Lord W. did me the honor of an immediate visit yesterday. I have not met him since, but I suppose I shall have that pleasure at the Duke of Rochefaucauld's to-morrow. His Lordship has not been to the Assembly, where I found the debates violent yesterday; to-day milder. The Duke of Orleans, after arriving at midnight, surprized us in the Assembly this morning. The enclosed speech was read rapidly without dignity or feeling, but well received, which is the more remarkable, since, except some 6 or 8 of us, the galleries were filled with provincial deputies, and the assembly below with residents at Paris.

Count Mirabeau has behaved in an affectionate manner to me, though we have not met. The Abbé M—— seems brim-full of rancor at times which both injure and neglect him; but he would only open to Lord W——. He seems to me likely to take nothing to heart in future but his private affairs.

Nobody dreams here of a Spanish war, which I think can only happen from a rude mode of making peace. … I saw the King walking in the Thuilleries this morning in the rain. He is still bulky, but looks broken like Lord Effingham. They have an opinion here of Mr. Fox's coming over, but I should be mortified to find Miss Fox had left me to learn the secret here. Yet one cannot but regret that there is one sufferer more, and still more when he appears to have the right of complaining.

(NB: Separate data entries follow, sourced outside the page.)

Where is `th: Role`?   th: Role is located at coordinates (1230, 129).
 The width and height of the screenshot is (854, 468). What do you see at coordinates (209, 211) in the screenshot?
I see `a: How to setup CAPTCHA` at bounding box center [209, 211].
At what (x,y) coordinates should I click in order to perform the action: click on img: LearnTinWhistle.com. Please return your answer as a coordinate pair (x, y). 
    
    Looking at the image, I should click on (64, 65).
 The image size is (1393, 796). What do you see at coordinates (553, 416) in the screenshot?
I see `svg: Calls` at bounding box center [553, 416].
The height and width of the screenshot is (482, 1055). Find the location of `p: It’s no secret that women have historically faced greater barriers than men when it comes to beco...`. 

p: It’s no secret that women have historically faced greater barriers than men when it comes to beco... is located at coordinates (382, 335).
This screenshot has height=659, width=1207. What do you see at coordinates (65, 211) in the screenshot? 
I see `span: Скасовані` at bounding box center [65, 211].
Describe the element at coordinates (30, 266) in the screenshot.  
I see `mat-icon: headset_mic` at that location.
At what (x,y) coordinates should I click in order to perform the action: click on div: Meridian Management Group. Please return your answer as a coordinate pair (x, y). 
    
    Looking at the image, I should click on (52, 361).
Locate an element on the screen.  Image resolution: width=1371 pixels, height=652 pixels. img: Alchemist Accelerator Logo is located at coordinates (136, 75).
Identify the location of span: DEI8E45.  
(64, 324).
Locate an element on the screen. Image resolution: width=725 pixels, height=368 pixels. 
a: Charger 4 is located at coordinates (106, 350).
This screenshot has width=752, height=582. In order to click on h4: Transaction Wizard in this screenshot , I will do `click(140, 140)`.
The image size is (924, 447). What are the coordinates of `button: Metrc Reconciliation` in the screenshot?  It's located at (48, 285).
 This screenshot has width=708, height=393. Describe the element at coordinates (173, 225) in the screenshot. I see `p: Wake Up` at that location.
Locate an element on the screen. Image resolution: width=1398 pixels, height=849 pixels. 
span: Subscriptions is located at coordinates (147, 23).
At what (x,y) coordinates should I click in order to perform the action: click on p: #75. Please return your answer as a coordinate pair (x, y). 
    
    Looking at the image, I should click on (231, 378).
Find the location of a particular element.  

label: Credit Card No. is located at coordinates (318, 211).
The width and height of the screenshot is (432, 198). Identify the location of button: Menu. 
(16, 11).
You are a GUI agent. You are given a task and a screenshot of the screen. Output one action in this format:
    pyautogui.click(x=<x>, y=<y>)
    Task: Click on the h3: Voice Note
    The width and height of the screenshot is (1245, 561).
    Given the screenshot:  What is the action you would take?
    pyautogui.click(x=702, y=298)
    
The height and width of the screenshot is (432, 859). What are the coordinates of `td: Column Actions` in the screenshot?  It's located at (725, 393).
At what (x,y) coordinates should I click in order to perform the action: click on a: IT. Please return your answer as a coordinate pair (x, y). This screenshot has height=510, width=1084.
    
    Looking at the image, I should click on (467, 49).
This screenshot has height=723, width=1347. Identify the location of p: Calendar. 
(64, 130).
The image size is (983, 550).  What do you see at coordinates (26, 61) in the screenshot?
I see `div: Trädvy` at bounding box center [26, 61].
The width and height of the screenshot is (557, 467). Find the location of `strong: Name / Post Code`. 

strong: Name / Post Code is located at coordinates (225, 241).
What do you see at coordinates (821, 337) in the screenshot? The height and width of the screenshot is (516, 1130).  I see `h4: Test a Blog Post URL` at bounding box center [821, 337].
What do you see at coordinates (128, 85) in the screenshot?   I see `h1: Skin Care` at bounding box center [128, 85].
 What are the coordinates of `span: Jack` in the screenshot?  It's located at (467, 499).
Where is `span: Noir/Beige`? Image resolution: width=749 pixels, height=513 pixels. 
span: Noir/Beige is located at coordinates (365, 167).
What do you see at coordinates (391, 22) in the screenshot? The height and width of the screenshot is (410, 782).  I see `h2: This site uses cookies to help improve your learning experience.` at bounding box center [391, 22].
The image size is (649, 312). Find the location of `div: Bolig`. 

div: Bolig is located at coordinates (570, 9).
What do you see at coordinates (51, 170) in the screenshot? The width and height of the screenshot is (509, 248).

People do not know the precise road by which they are to get out of their finance difficulties, and the Caisse d'Éscompte paper is at more than 4 per cent discount. But this is a very dangerous symptom to trust to, for I will venture to say, if the present humor lasts, which is daily increasing, that a just war, or indeed any war assented to by the Assembly, will be fought by every man, woman, and child in France, who will consider it as their own war and France as their own private family. Carthage at its last gasp was not capable of more desperate acts, nor yet Jerusalem, if we are to judge by what appears.

The national guards everywhere swarm. There are 40 or 50,000 men already in Paris of the city and provinces. I do not say all of them look like officers, but they resemble these far more than they do privates.